When viewing the video segment, keep the following questions in mind: See Note 2 below.
• Think about each component of the statistical process as it relates to what’s going on in the classroom: What statistical question are the students trying to answer? How were the data collected? How are the data organized, summarized, and represented? What interpretations are students considering?
• How does the teacher keep her students focused on the meaning of the data and the data’s connection to a real-world context?

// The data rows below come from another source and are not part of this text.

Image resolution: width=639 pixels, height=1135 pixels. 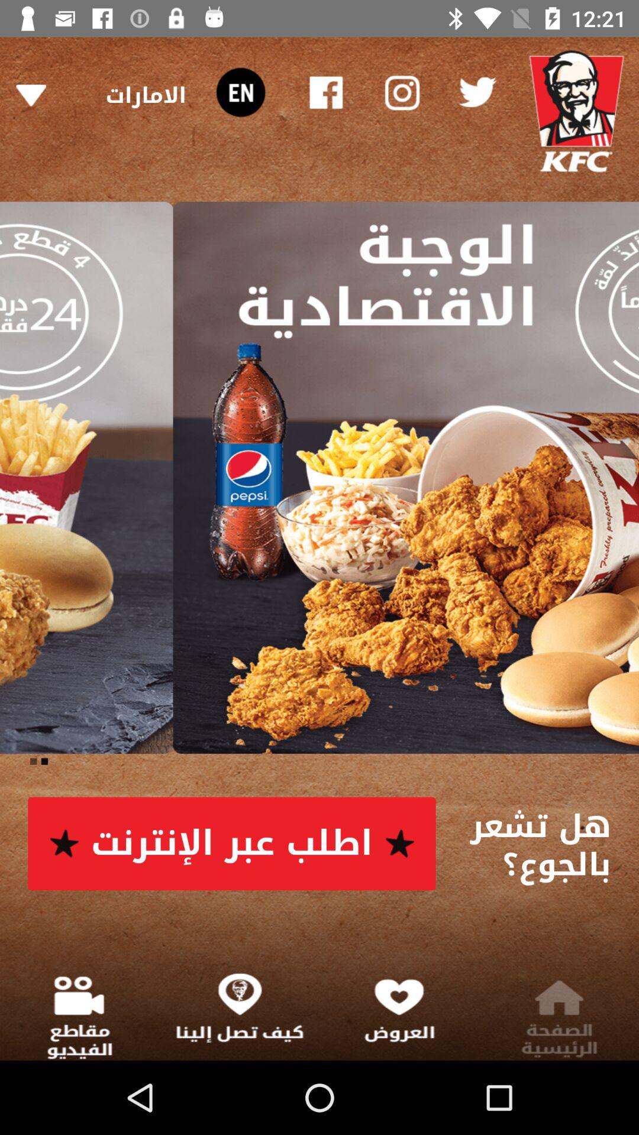 What do you see at coordinates (319, 478) in the screenshot?
I see `select icon at the center` at bounding box center [319, 478].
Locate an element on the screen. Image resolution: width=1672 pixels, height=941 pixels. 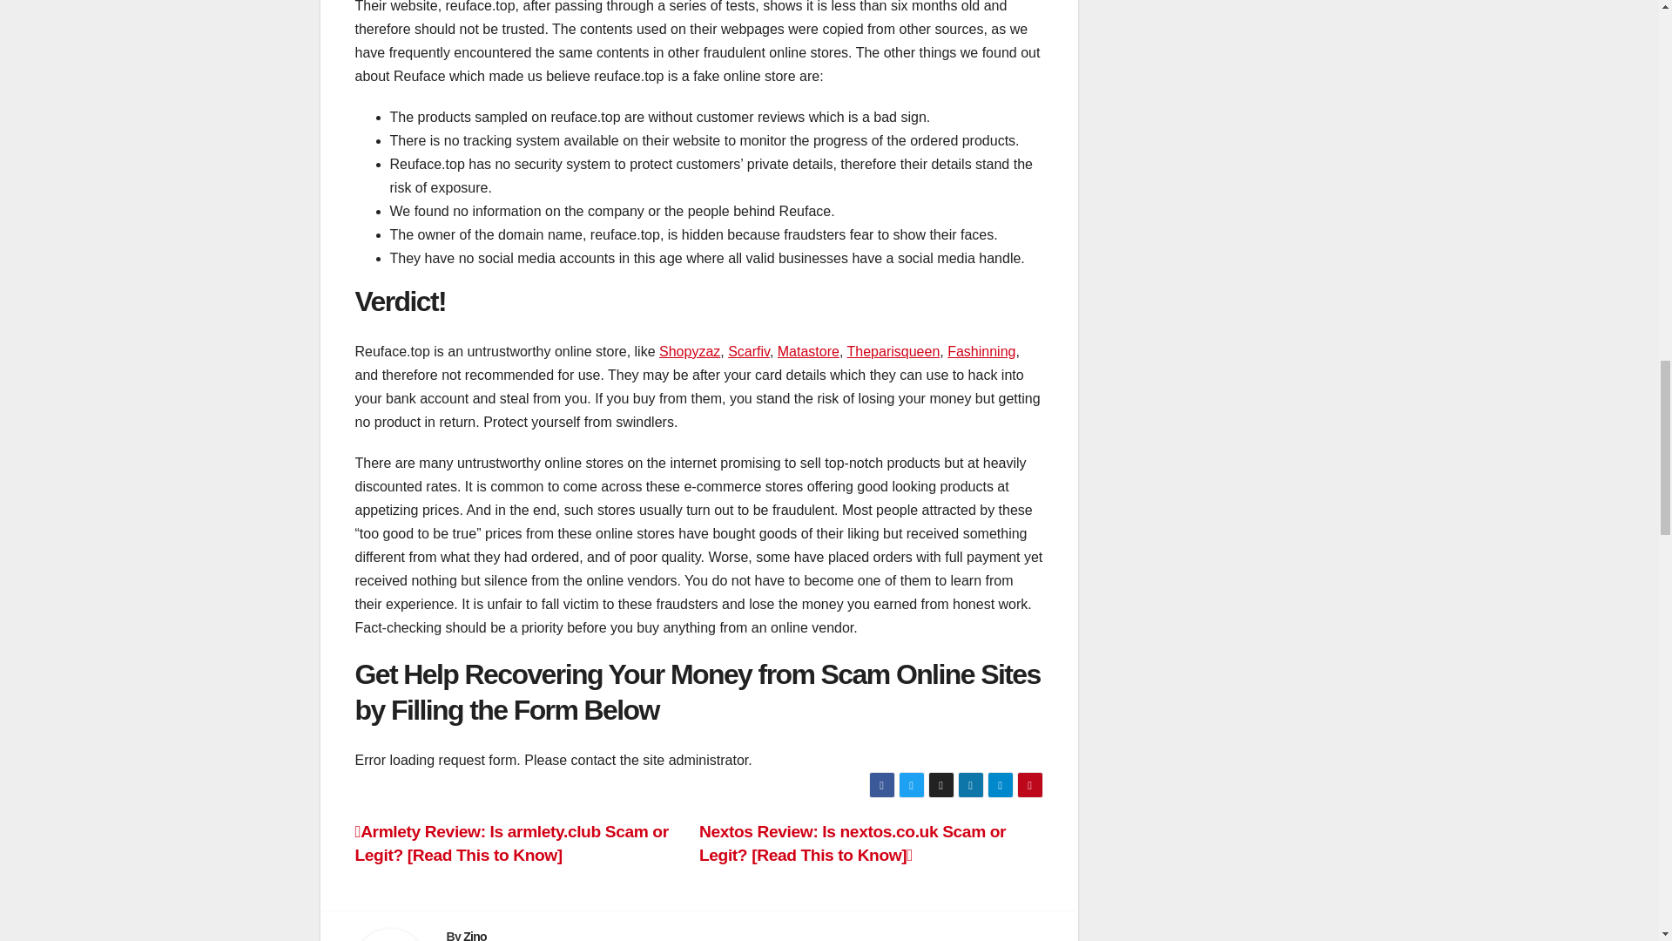
Theparisqueen is located at coordinates (894, 351).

• Thinking back to the big ideas of this course, what are some statistical ideas that these students are beginning to develop?
Video Segment
In this video segment, the teacher, Ellen Sabanosh, applies the mathematics she learned in the Data Analysis, Statistics, and Probability course to her own teaching situation by asking her students to analyze and interpret the data they collected earlier. (Each child was given two boxes of raisins; the children then counted and recorded the number of raisins in each box.) The children will now compile their data into a class line plot and discuss the distribution of the data.
Problem A1
Answer the questions you reflected on as you watched the video:
a. What statistical question are the students trying to answer?
b. How did the students collect their data?

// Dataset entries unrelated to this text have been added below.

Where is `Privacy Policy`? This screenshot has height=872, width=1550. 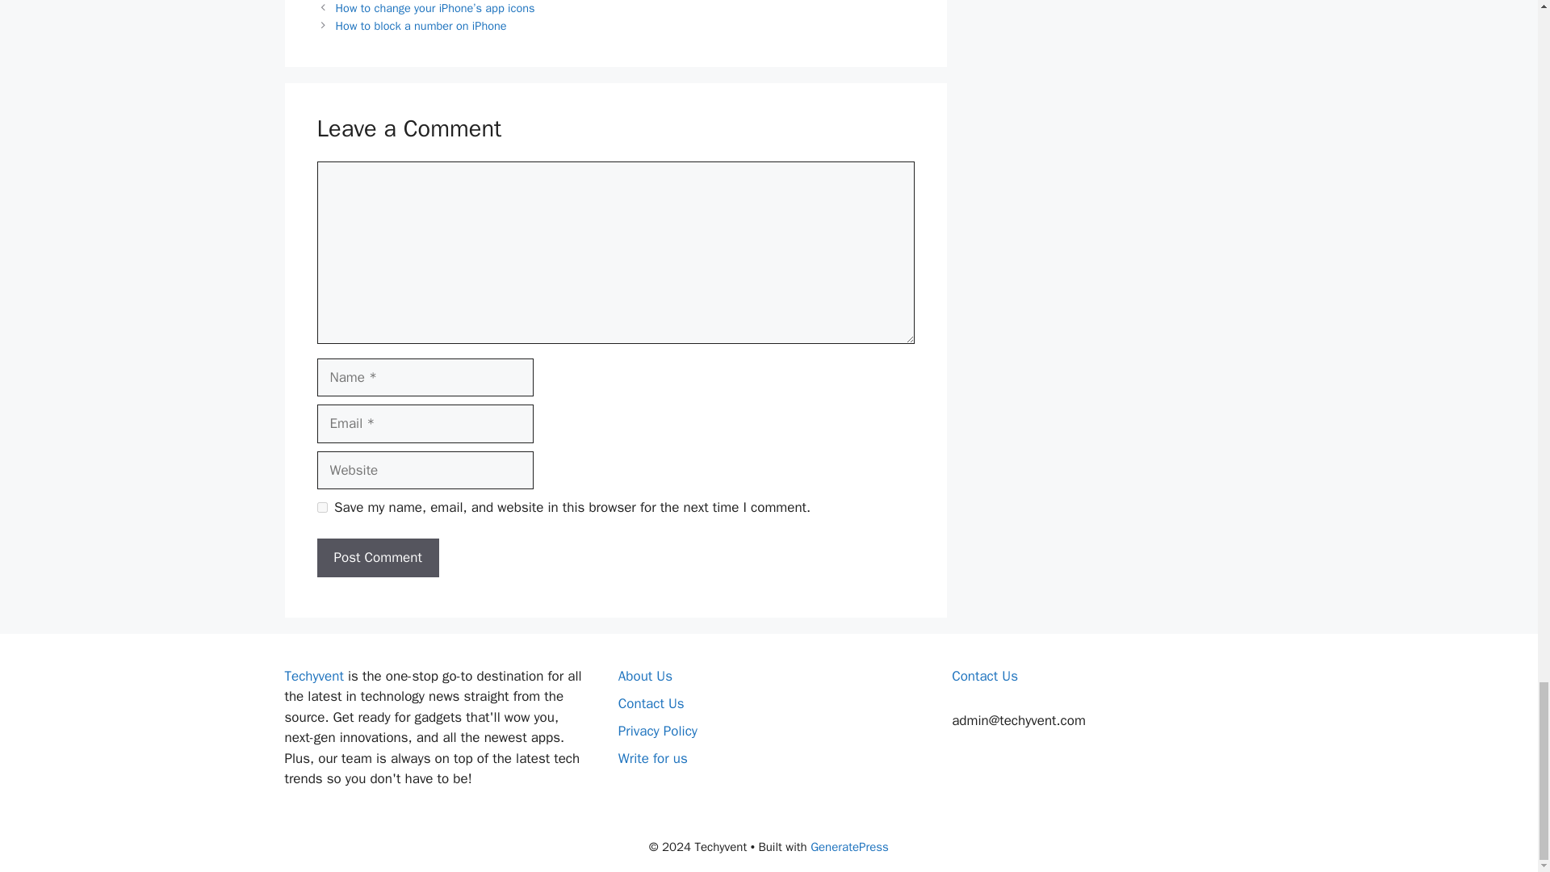
Privacy Policy is located at coordinates (658, 731).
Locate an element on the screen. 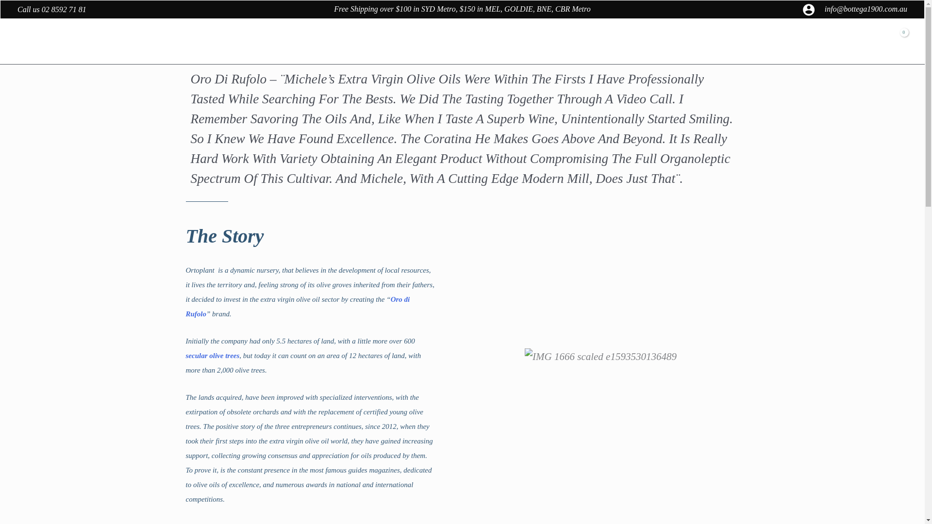  SHOP is located at coordinates (397, 42).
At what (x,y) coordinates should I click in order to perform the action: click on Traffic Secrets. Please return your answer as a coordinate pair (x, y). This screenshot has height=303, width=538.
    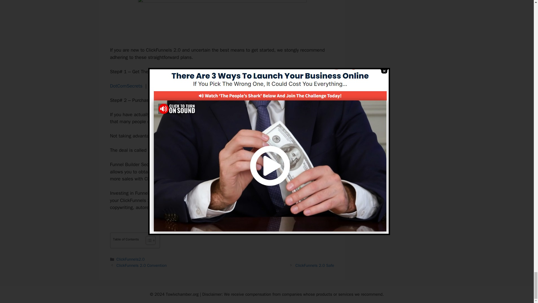
    Looking at the image, I should click on (202, 86).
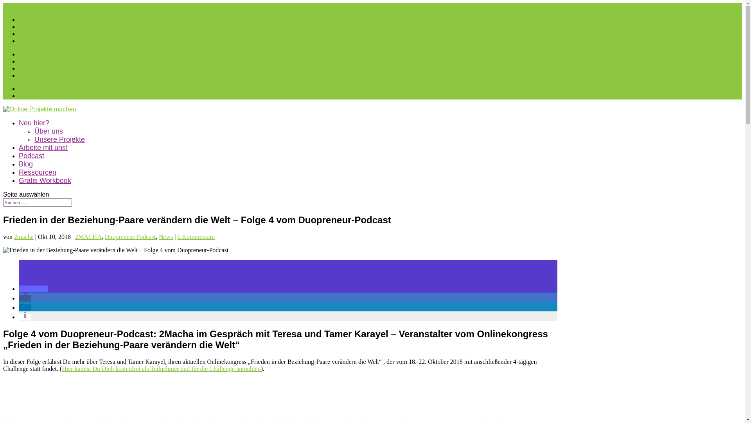 This screenshot has width=751, height=423. What do you see at coordinates (38, 202) in the screenshot?
I see `Suchen nach:` at bounding box center [38, 202].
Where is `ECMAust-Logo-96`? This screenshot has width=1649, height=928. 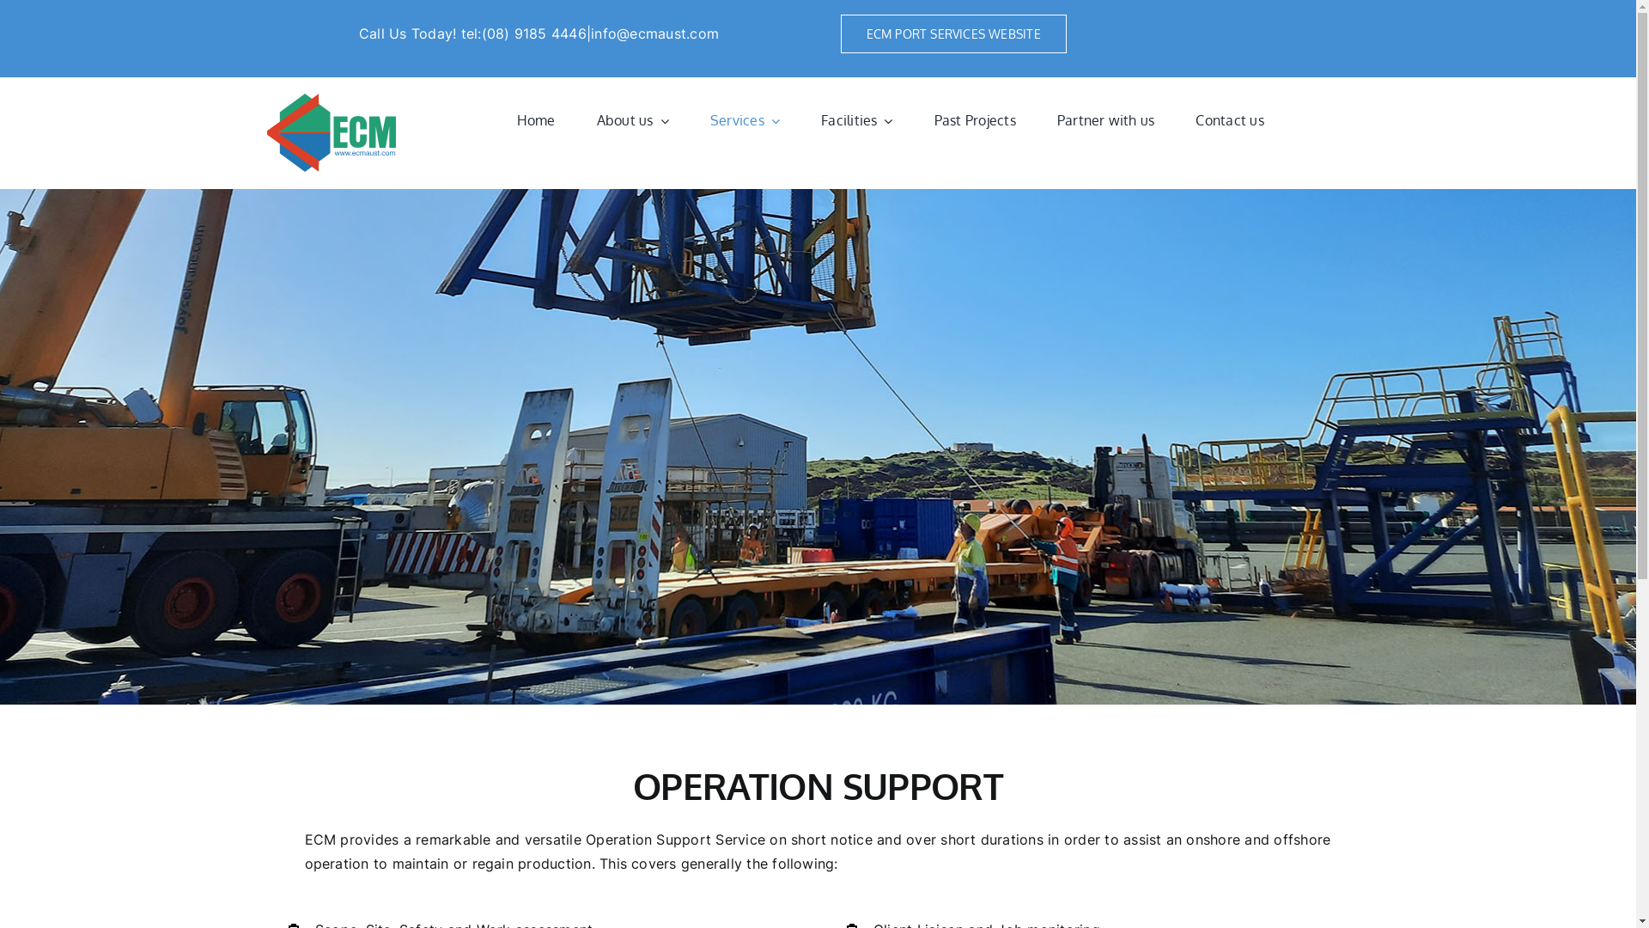 ECMAust-Logo-96 is located at coordinates (332, 133).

c. How did they organize, summarize, and represent their data?
d. What interpretations are the students considering?
e. How does the teacher keep her students focused on the meaning of the data and the data’s connection to a real-world context?
f. What statistical ideas are these students beginning to develop?
Problem A2
As the students examined the data, Ms. Sabanosh asked several times, “What do you notice?” or “What else do you notice?” What are some reasons for asking open-ended questions at these points in the lesson?
Problem A3
Ms. Sabanosh gave each student two boxes of raisins for data collection. The students counted the number of raisins in each box separately and recorded both data values on the line plot. What were some advantages and disadvantages, mathematically and pedagogically, of her decision to give each student two boxes of raisins?
Problem A4
Ms. Sabanosh asked the students to analyze the data when only about half the data had been compiled onto the class line plot. How might early analysis of partial data, such as in this episode, support students’ evolving statistical ideas?
Note 2
The purpose of the video segments is not to reflect on the methods or teaching style of the teacher portrayed. Instead, look closely at how the teacher brings out statistical ideas while engaging her students in statistical problem solving. You might want to review the four-step process for solving statistical problems. What are the four steps? What characterizes each step?
Problem A1
a. The question is, “How many raisins are in a box?”
b. The students collected the data by counting the number of raisins in each of the boxes of raisins they were given.
c. Students organized and represented their data by placing blue dots on a class line plot, and they summarized their data by finding the mode.
d. Students interpreted their data by reasoning that smaller numbers meant that they had bigger raisins.
e. The teacher asked the students to interpret their results by relating them back to the context.
f. Some statistical ideas the students touched on are the nature of data, quantitative variables, variation, range, mode as a summary measure of a data set, sampling, and making and interpreting a line plot.
Problem A2
Asking open-ended questions gives students more opportunities to engage in statistical problem solving and to construct their understanding of statistical ideas.
Problem A3
The main advantage is that giving students two boxes of raisins enlarged the sample, making the results slightly more representative of the population than if students had only been given one box. However, the overall sample size is still relatively small. One disadvantage in giving students two boxes of raisins is that the teacher and students had to carefully determine ways to organize their work environment so that each box was counted and recorded separately.
Problem A4
The early analysis of partial data encouraged students to begin thinking and making predictions about how the data might evolve.